If I can give you one word of advice, so that you can examine your heart and know if it's in the right place, have many enemies for doing the right thing, but be an enemy to nobody.  You will always have enemies:  good people never get along with bad people, unless they're forced into a foxhole by worse people: never be like those Christians who go around pretending to get along with the wicked, simply because our Christian creeds tell us to do good to everyone.  Tacitus says that the Romans hated us because everyone said we hated humanity, which is exactly the same thing that people say about us now -- and the same thing they will continue to say, so long as we uphold an eternal standard, since praising something good is effectively censuring everyone who doesn't do it.  So, knowing that someone is always going to trouble you, think of an enemy not as someone who you're competing with for something, which would be a rival, but as someone who actively seeks and enjoys your harm, simply because he hates you.  Other people will be that to you, but you must never be that to other people.
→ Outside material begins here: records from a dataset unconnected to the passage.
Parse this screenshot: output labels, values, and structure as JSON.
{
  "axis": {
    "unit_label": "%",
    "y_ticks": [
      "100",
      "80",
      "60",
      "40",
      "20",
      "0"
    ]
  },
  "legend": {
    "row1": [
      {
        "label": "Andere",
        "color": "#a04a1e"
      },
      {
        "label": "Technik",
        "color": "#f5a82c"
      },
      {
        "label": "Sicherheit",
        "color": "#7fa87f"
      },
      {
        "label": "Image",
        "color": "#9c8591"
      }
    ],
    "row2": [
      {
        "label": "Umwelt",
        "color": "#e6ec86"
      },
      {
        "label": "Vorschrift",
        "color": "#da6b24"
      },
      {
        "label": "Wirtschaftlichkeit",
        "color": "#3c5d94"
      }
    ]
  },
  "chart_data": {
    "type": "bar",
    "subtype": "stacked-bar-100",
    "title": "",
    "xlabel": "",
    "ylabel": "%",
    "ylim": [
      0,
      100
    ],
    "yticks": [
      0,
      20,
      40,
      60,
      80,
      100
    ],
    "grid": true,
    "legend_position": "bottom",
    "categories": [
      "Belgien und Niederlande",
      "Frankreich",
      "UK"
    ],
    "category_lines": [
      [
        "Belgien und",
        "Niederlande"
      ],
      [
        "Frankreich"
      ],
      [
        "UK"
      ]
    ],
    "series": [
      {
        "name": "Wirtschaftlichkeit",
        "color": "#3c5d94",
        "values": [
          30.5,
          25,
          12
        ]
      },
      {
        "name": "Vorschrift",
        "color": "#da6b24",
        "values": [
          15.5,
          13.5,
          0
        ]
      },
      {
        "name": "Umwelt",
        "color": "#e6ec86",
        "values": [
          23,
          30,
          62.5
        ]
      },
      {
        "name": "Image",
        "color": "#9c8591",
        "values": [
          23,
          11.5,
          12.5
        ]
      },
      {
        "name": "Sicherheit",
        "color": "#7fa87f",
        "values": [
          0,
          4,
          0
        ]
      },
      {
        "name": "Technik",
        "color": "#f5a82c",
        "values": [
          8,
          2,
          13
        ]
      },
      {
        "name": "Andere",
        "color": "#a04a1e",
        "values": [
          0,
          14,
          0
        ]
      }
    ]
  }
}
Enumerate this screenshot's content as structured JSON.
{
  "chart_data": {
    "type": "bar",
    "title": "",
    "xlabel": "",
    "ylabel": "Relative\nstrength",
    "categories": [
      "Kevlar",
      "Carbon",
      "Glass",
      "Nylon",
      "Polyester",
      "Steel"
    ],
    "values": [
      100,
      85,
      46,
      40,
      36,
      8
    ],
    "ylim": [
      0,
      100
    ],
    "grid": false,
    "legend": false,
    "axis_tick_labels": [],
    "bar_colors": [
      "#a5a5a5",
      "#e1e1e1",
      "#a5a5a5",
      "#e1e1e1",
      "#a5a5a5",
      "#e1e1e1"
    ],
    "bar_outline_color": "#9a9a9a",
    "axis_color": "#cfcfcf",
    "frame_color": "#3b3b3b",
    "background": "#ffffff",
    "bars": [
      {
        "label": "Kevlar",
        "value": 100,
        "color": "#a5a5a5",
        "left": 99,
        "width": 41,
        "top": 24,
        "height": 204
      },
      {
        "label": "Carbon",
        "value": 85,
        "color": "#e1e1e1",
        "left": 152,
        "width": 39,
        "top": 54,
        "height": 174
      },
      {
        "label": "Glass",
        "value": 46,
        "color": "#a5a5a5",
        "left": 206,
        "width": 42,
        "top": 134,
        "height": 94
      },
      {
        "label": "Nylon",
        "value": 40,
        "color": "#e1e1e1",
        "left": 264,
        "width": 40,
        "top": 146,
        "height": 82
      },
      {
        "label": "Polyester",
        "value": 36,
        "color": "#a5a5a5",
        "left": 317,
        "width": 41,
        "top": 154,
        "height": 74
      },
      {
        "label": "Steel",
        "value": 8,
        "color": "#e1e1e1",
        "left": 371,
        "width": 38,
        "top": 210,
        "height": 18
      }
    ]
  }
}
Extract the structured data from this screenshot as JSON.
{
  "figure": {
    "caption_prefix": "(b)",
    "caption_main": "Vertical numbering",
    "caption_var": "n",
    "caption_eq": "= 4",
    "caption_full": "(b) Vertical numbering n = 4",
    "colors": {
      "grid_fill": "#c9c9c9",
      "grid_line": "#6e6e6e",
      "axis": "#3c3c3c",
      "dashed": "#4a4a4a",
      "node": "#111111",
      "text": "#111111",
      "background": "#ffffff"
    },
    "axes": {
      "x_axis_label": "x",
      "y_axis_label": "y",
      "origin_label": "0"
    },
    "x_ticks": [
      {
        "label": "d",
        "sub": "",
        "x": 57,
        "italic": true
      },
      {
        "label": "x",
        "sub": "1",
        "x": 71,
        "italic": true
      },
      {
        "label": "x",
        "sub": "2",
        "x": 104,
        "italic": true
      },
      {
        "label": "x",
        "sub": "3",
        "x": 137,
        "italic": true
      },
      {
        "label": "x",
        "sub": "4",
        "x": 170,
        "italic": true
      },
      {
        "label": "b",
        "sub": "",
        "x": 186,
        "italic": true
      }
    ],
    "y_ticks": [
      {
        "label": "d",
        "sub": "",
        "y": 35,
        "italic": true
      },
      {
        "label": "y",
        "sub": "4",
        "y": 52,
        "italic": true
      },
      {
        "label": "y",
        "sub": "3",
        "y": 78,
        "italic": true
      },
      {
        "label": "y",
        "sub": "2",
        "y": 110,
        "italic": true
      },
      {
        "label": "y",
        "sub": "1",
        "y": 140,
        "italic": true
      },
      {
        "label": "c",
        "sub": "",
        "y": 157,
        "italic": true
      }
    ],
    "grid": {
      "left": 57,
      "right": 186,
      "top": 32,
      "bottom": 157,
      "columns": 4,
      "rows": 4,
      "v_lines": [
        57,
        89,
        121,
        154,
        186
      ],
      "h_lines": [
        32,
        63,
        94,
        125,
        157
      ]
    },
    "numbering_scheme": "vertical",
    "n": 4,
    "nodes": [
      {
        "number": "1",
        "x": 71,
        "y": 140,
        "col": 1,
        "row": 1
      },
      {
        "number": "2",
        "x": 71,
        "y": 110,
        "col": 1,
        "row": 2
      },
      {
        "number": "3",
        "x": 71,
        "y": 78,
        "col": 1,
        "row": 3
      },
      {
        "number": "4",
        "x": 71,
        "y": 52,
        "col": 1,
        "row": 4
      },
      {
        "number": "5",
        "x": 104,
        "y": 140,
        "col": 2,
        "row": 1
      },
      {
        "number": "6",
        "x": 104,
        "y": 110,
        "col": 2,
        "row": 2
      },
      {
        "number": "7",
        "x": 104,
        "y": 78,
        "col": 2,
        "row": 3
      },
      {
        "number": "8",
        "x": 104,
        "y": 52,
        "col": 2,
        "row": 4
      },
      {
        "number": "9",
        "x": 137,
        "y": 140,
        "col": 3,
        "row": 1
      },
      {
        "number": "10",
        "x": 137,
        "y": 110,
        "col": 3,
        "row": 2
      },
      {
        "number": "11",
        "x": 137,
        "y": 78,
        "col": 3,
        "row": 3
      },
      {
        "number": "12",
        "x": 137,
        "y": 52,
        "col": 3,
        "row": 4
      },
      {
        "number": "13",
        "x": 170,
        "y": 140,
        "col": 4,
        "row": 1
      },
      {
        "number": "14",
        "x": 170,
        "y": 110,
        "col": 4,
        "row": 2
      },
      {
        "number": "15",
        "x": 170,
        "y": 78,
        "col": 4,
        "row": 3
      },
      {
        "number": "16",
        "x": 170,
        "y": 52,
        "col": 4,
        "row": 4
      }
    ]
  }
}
If you're in a war or someone breaks into your house, be the first to shoot the intruder; but always ask yourself, if a person has been unpleasant or harmful, whether you want the person to suffer, or if you want them to stop being a nuisance.  If they're being a real nuisance, it's entirely possible for a few seconds to want to chop their head off and put it on a pike -- but you can't dwell there.  Always prepare a defense of your behavior; always have a detailed account of what they've done, so that if you have to explain your situation, you can do it forcefully, and like a lawyer.  But if you can't imagine yourself forgiving them if they were to come and ask for your forgiveness -- which I personally try to imagine whenever someone is driving me nuts -- the biggest problem you have is with you.  There are few things we hate more than sincerely asking forgiveness, and someone else holding a grudge.  Why should we be what we hate?

It might be of particular interest to you that this week I made a friend of an enemy.  Only two weeks ago she'd been a source of constant trouble to me, and a wellspring of constant squabbling.  Now I look forward to seeing her, perhaps even more than seeing the people I never had any problems with.  My circumstance, and many others like it, make me doubt that had Fabius and Minucius never disagreed, and Minucius never railed so harshly against Fabius, that Minucius would have loved him so much, or that we would have ever considered the story of Fabius and Minucius so worthy of telling.  It's oftentimes in losing things, or in making something good of what we hated that makes us cherish others.  Maybe this is why God decided to reclaim humanity, rather than simply leave them in the Garden of Eden.  If we're to take the parable of the prodigal son seriously, it seems this could very well be the case.